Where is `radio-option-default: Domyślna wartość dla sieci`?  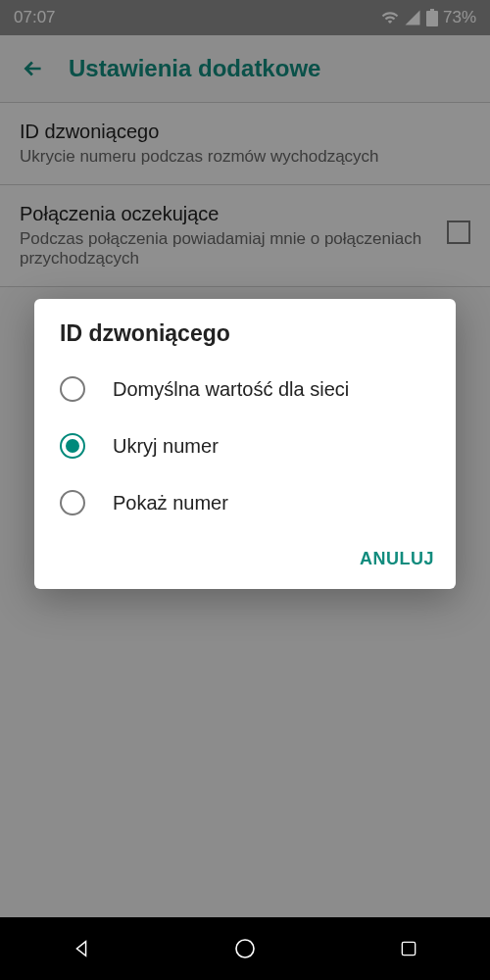
radio-option-default: Domyślna wartość dla sieci is located at coordinates (245, 389).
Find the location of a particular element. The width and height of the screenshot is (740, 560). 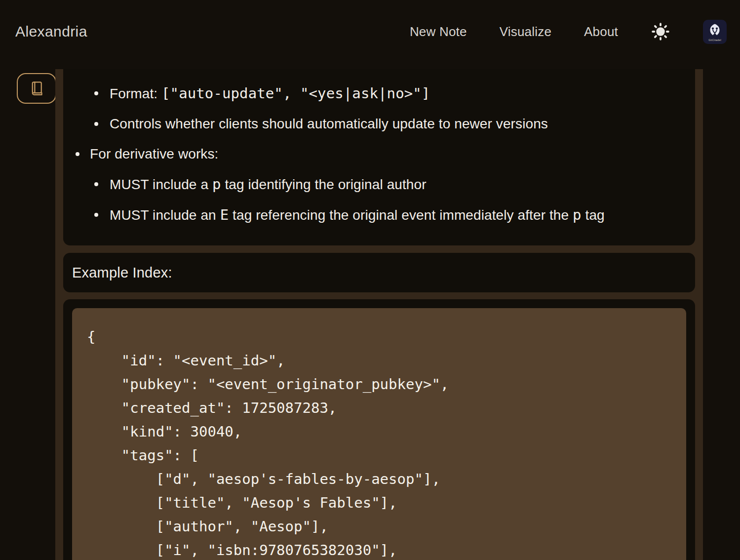

bullet-text: tag referencing the original event immed… is located at coordinates (401, 215).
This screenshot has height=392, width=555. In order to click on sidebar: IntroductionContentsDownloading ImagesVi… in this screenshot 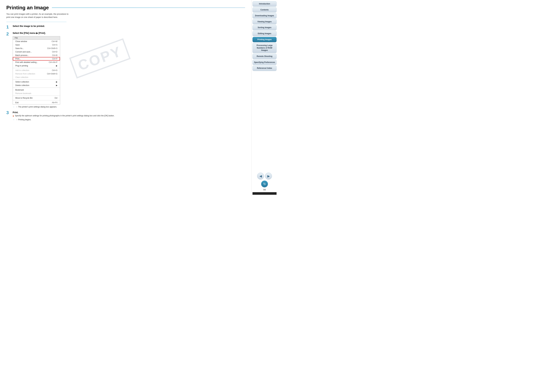, I will do `click(264, 98)`.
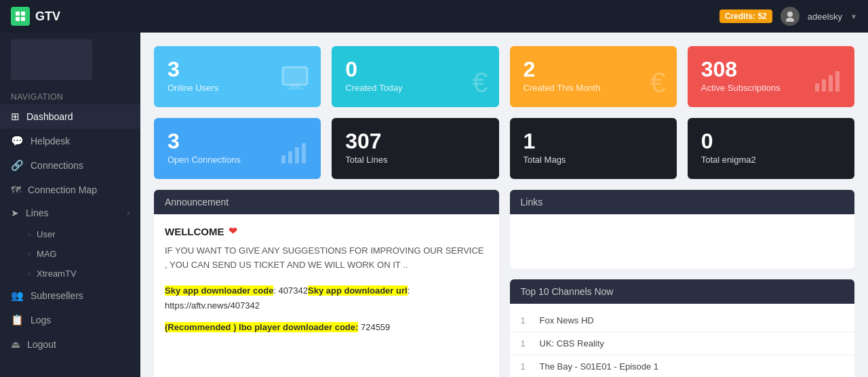  Describe the element at coordinates (57, 274) in the screenshot. I see `sidebar-subitem-xtream-label: XtreamTV` at that location.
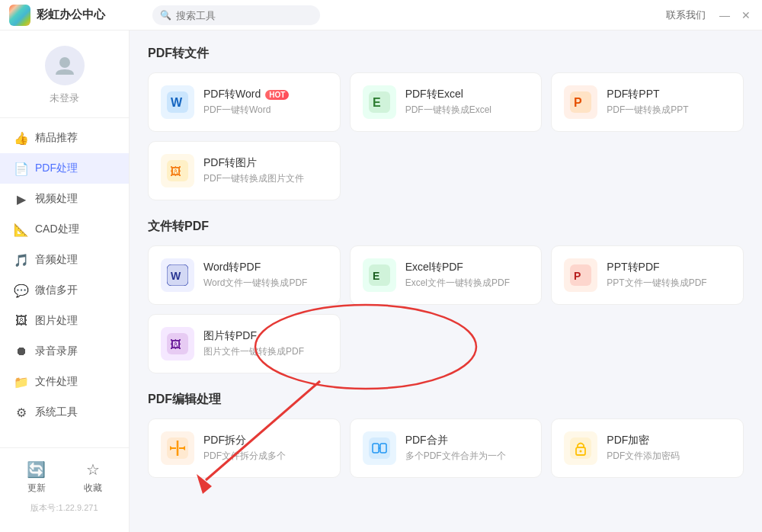 Image resolution: width=762 pixels, height=532 pixels. I want to click on tool-card-img2pdf: 🖼 图片转PDF 图片文件一键转换成PDF, so click(244, 344).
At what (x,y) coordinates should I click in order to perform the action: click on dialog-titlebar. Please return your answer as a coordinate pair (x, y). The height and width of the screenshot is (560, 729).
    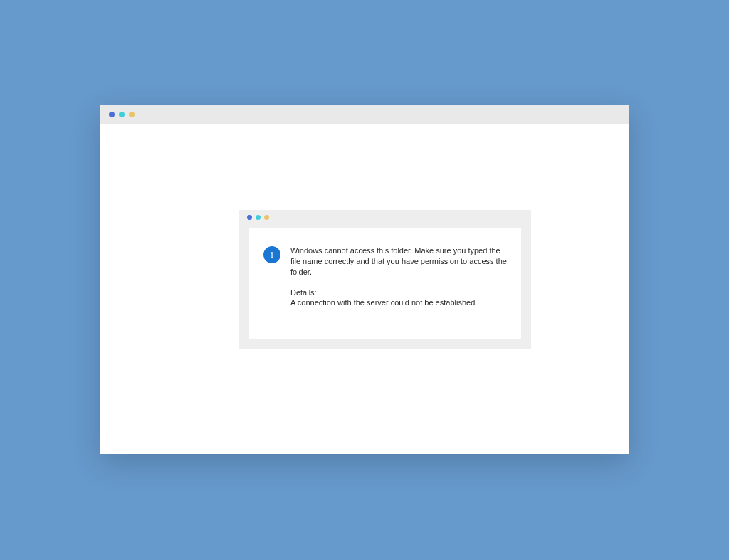
    Looking at the image, I should click on (385, 217).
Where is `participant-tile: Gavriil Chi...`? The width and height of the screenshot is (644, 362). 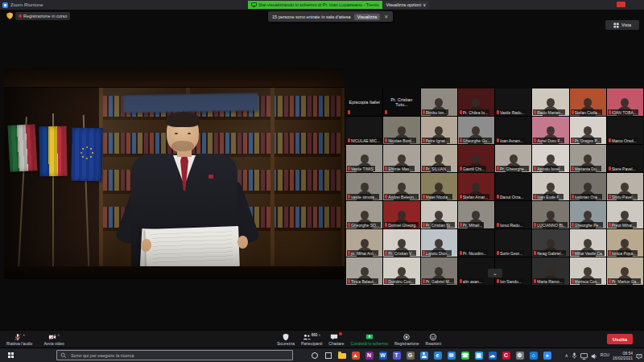 participant-tile: Gavriil Chi... is located at coordinates (477, 158).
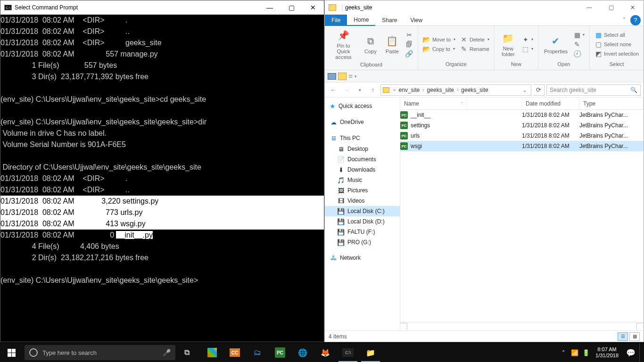 This screenshot has height=362, width=644. What do you see at coordinates (362, 222) in the screenshot?
I see `nav-item-local-disk-d-: 💾Local Disk (D:)` at bounding box center [362, 222].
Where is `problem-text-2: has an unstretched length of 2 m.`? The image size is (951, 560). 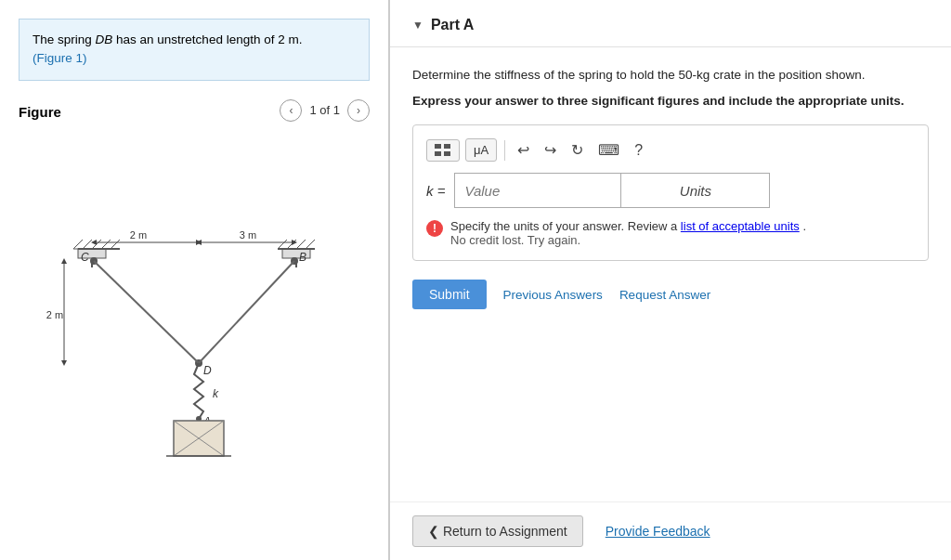
problem-text-2: has an unstretched length of 2 m. is located at coordinates (207, 39).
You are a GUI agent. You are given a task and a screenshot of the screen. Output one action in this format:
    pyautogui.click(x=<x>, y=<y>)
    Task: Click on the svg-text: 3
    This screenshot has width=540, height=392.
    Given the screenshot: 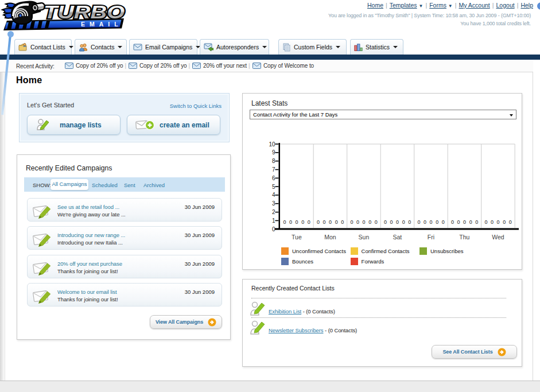 What is the action you would take?
    pyautogui.click(x=274, y=203)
--------------------------------
** WHAT THE TASK ASKS **
Write back the stretch of lines above that begins with the line holding "is (951, 560)." and ends with the line holding "Task: Click on the svg-text: 3", both included, exactly as written. Pictures stay out.

** TASK OUTPUT **
Where is `problem-text-2: has an unstretched length of 2 m.`? The image size is (951, 560). 
problem-text-2: has an unstretched length of 2 m. is located at coordinates (207, 39).
You are a GUI agent. You are given a task and a screenshot of the screen. Output one action in this format:
    pyautogui.click(x=<x>, y=<y>)
    Task: Click on the svg-text: 3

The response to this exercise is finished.